- Banned
- #16
I mean, sure, if your rig is all over the road like a drunken sailor then yeah adjust away cant hurt can only help. But should be needed unless there is another underlying issue..that's allThat's what I would of thought too, but here is an example of adjusting caster fixing the steering problems on a lifted JL. He actually went from giving up and trading it in, but fixed it via caster adjustment.
Thread: https://www.jlwranglerforums.com/fo...use-of-the-crap-steering-good-bye-jeep.14924/
Conclusion post confirming the fix: https://www.jlwranglerforums.com/fo...eering-good-bye-jeep.14924/page-7#post-401807
I called Teraflex about their JL drop bracket kit to ask a question to help out another JL owner and Teraflex told me they are getting many validations on this kit fixing the problem on Mopar Lift Kit steering issues. I asked them why some JLs don't need this and some do, they said because the alignment component geometry is inconsistent thus some JLs need it and some don't. This aligns perfectly with why some stock, non-lifted JLs don't have the steering issue and some do. You can have 4.5 caster on 2 different non-lifted JLs and one wanders / drifts all over the place and the other one doesn't, then adding the longer lower controller arms on the one that wanders/drifts getting it to 5.5 caster then stops drifting. Again, all due to different geometry in the front end, like the welding locations between critical parts are off on some and some are exactly where they should be.

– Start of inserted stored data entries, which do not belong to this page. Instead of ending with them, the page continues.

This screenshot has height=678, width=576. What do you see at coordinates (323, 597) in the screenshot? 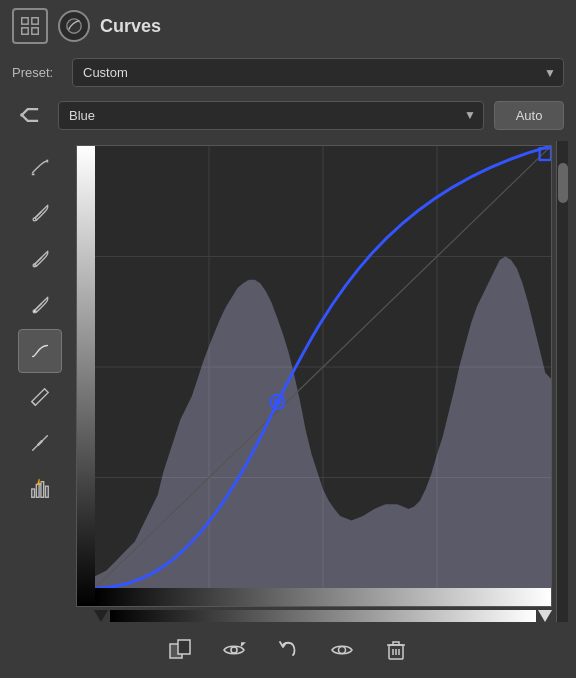
I see `bottom-gradient-bar` at bounding box center [323, 597].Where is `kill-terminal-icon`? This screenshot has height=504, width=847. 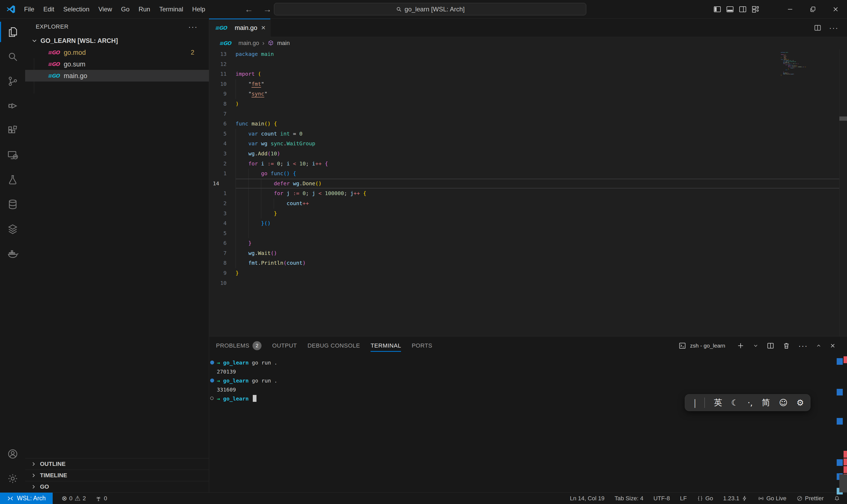
kill-terminal-icon is located at coordinates (787, 346).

There are at least 2 or 3 examples of lifted JLs being fixed with adjusting caster in the steering thread at https://www.jlwranglerforums.com/fo...ering-feels-like-it-has-play-and-drifts.3691/. Way too many posts to re-read to find them.
After verifying tire pressure, other alignment variables, checking springs, verify correct torque on ball joint nuts, etc., then caster would be the next step.